The Motorola V150 is a sort of antidote to the feature packed handsets that are coming out at the moment, in that it's a simple, elegant phone that still has enough features to go around.

The V150 is competing in a difficult part of the market, up against other phones that are typically given away free with even the most basic contracts, so the question is, how many useful features can you fit in without making the phone too expensive?

The first thing to notice is that it's a continuation of the classic clamshell design, and common styling cues can be seen that date all the way back to the original small clamshell, the Motorola StarTac.

At 83.5 x 42 x 26.5mm and 75 grams, the V150 is very compact and lightweight - smaller than most other clamshell phones. The internal display is just 96x65 pixels in 4,000 colours which makes it smaller than most colour phones, typically now 128x128 pixels in 65,000 colours. But never mind, the display was never going to sell the V150 anyway, because that's not the point.
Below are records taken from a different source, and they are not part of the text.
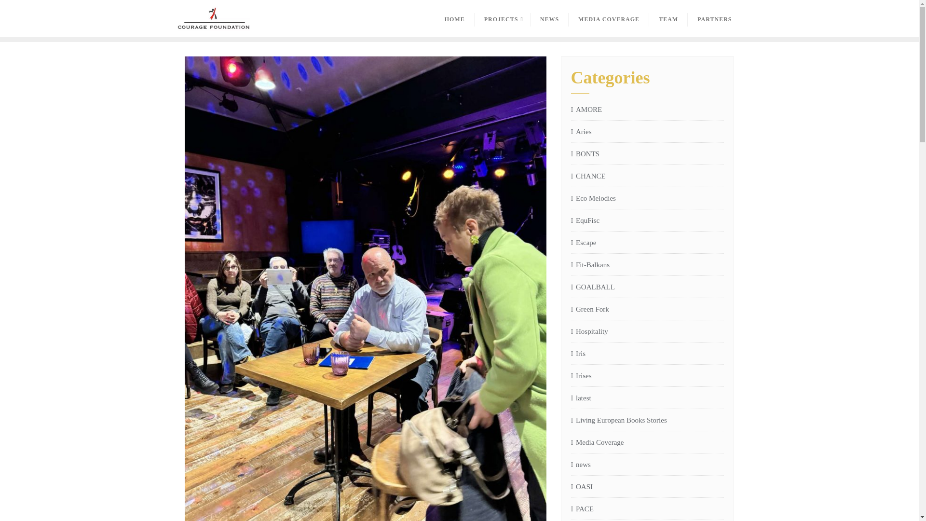 Image resolution: width=926 pixels, height=521 pixels. Describe the element at coordinates (609, 18) in the screenshot. I see `MEDIA COVERAGE` at that location.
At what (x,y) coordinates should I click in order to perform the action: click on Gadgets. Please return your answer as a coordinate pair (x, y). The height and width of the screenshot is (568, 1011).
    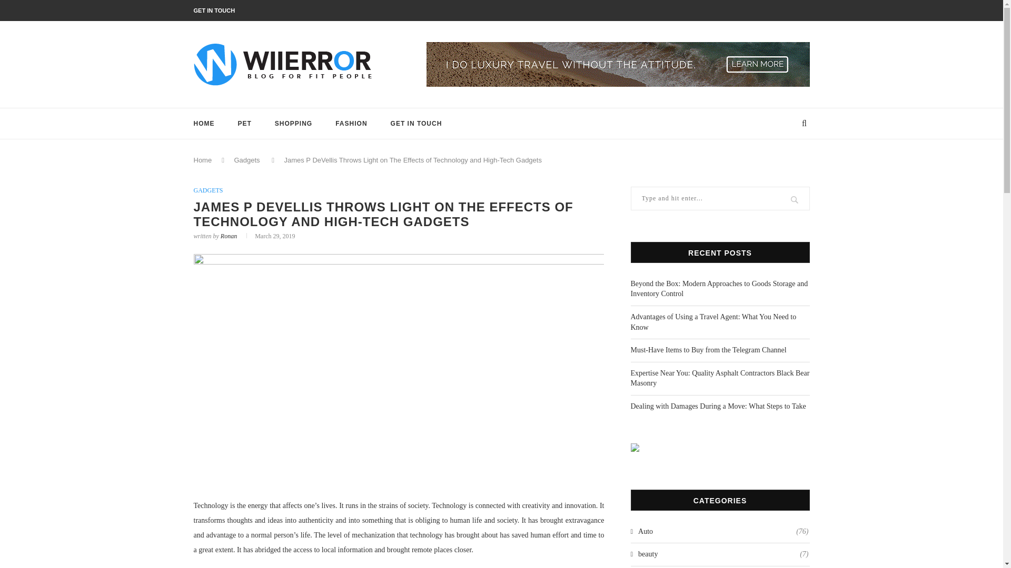
    Looking at the image, I should click on (246, 160).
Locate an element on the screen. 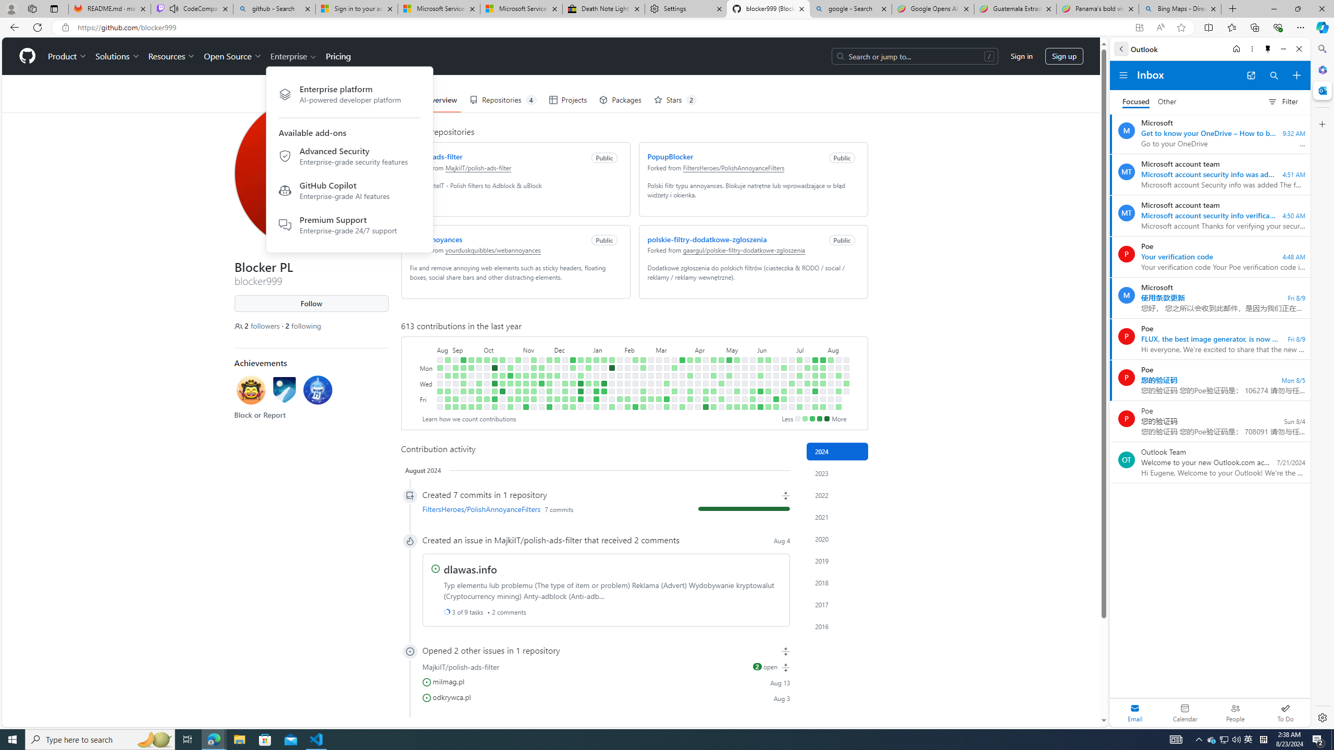 The width and height of the screenshot is (1334, 750). 13 contributions on December 28th. is located at coordinates (580, 391).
There's no digital camera on the V150, no Bluetooth support, no infra-red, no Java, an the FM radio is an external option. There's a clock but no alarm.  It's only a dual-band GSM 900/1800 phone, and not tri- or quad-band. However, it does come with WAP, GPRS, and USB connectivity, plus polyphonic ringtones, three games, predictive text and vibrating alert, so in our view it keeps the most useful features in a phone and gets rid of those things that are less used.

On most networks, talktime should be over four hours with about 12 days standby time, which is pretty good for a phone this small.

Our verdict? The V150 isn't the world's most exciting phone, but it's quite pretty, compact and useful, and probably carries all the features that most people ever need.